A cow orker and I once tried to work out just how many different languages you had to know to understand all of a J2EE project. Between programming languages, markup and templating languages and a thousand different flavours of configuration files (each a language in its own right), the assumed knowledge for a pretty simple project was pretty daunting.
And we weren't even using Jelly or Groovy.
You don't see nearly so much of this with other languages. Not just the proliferation of different languages, but also the proliferation of configuration files. Everything that's optional or that needs to be easily changed (scripted) gets dragged out into something that isn't Java code, where in other languages it would much more likely be written in one language, and programatically configured.
A configuration/scripting file makes sense when it's one component and one config file. But when you start gathering components together, you end up with one or more configuration files per component, and things start to get brittle and fiddly: especially if you want to make regular switches from one configuration mode to another (for example testing and production), in a way that crosses a number of different files.
It's tempting to say that this is because of a flaw in Java: there's something wrong with the language that makes people want to get away from it. This could partially be true, certainly I'd love to switch regularly to a dynamically typed language with closures1, but it'd be lazy to say it's the real answer. For all Java's flaws, it's still a relatively clear and flexible language. A little verbose, perhaps, but not that much. And certainly not compared to, say, anything written in XML.
As far as I can tell, there's just a firm cultural belief amongst Java developers, perhaps influenced by its C ancestry, that anything written in Java code is inviolate: set in stone. If there's anything that could possibly ever change, it should be immediately externalised. If there's a process that might need to be configured, it will need to be done in its own scripting language outside the Java code. Programmatic configuration is bad, because it's putting something that might change inside the code.
This is rubbish. Java is a nice readable and writeable language. It's been designed to have small, independent compilation units so the compile cycle is short. It doesn't suffer from the "fragile base class" problem. Changing a Java class really isn't that big a deal most of the time.
But we feel the Java code must remain inviolate, and anything that might change must live outside, where it's safe to put volatile things.
Of course we don't expect end-users of an application to configure it by changing the code and recompiling. And anything you want to change during deployment needs to be external as well. But really, with the number of configuration files that a Java server-side app accumulates, maybe one tenth of it is actually stuff you'll eventually want exposed to the end-user. And rather than spread that tenth across a bunch of different configuration files, you're much better off if you're able to write some kind of code that centralises it in a way that makes sense for your application, rather than for the various libraries it's making use of.
Update: Daniel Sheppard contributed some nice tips on the subject.
1 ...because I know someone will at least be thinking this. Anonymous inner classes are not closures. They do a reasonable (if ridiculously verbose) job of faking it, but that's all.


Assignment:
Across the entries below, how many lines include the word "ylabel"? Reply with only the number.

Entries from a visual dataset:
▼▼▼
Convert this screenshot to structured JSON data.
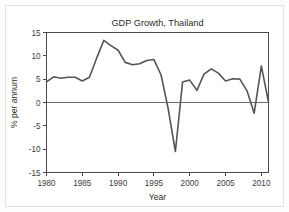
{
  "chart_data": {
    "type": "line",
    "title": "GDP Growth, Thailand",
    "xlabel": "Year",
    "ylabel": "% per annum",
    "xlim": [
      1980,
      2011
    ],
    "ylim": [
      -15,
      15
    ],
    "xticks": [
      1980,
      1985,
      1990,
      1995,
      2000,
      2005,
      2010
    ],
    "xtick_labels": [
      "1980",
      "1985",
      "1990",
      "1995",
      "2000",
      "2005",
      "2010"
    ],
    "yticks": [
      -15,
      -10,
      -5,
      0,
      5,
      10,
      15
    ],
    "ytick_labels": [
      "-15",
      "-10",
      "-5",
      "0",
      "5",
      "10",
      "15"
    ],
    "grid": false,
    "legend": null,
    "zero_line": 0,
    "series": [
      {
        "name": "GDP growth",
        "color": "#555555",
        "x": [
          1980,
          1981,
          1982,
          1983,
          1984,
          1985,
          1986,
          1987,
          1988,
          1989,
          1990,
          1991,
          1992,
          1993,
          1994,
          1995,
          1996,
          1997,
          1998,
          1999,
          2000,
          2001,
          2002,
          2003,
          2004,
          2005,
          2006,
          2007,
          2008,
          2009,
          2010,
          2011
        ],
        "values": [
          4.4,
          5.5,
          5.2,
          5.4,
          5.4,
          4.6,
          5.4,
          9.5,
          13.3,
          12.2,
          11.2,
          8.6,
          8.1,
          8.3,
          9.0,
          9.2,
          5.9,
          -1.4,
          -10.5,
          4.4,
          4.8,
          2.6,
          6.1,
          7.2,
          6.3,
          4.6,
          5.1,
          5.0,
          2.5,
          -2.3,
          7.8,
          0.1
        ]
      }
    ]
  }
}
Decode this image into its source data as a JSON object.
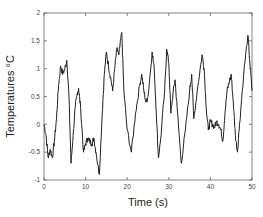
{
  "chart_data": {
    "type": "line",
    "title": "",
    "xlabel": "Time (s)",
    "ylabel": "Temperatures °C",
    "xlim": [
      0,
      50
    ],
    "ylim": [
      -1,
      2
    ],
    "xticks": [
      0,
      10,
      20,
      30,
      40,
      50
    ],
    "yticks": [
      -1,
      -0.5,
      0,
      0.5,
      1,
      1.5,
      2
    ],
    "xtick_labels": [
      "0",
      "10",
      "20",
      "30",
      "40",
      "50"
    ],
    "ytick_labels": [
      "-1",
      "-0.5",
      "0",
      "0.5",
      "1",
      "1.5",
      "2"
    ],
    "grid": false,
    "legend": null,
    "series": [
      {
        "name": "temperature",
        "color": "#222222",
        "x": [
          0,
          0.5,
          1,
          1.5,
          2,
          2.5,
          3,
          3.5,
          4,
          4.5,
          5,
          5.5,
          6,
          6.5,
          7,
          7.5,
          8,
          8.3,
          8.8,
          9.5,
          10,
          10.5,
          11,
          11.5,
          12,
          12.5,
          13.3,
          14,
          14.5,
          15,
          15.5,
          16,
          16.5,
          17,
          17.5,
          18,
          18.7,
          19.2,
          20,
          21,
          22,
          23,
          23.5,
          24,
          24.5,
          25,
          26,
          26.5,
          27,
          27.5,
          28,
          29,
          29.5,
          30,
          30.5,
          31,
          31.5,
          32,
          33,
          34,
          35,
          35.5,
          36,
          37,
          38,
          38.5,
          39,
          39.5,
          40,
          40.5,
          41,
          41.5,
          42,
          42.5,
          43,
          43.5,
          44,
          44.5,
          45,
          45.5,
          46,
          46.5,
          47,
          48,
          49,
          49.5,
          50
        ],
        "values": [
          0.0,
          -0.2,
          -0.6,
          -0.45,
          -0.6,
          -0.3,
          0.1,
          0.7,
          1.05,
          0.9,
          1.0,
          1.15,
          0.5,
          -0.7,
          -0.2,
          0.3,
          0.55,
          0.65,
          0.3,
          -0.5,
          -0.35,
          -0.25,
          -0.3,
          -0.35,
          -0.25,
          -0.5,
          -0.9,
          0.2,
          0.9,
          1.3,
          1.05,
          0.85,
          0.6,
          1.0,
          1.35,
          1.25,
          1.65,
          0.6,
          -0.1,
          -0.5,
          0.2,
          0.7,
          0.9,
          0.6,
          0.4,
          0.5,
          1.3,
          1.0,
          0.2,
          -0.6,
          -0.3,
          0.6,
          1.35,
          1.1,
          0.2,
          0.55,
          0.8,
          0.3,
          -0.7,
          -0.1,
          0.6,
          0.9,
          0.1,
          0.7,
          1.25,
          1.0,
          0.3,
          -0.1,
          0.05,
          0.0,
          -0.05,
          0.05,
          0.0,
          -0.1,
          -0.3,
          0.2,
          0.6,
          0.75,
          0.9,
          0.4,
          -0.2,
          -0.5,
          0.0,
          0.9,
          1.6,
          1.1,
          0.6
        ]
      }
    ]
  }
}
▲▲▲
Task response:
2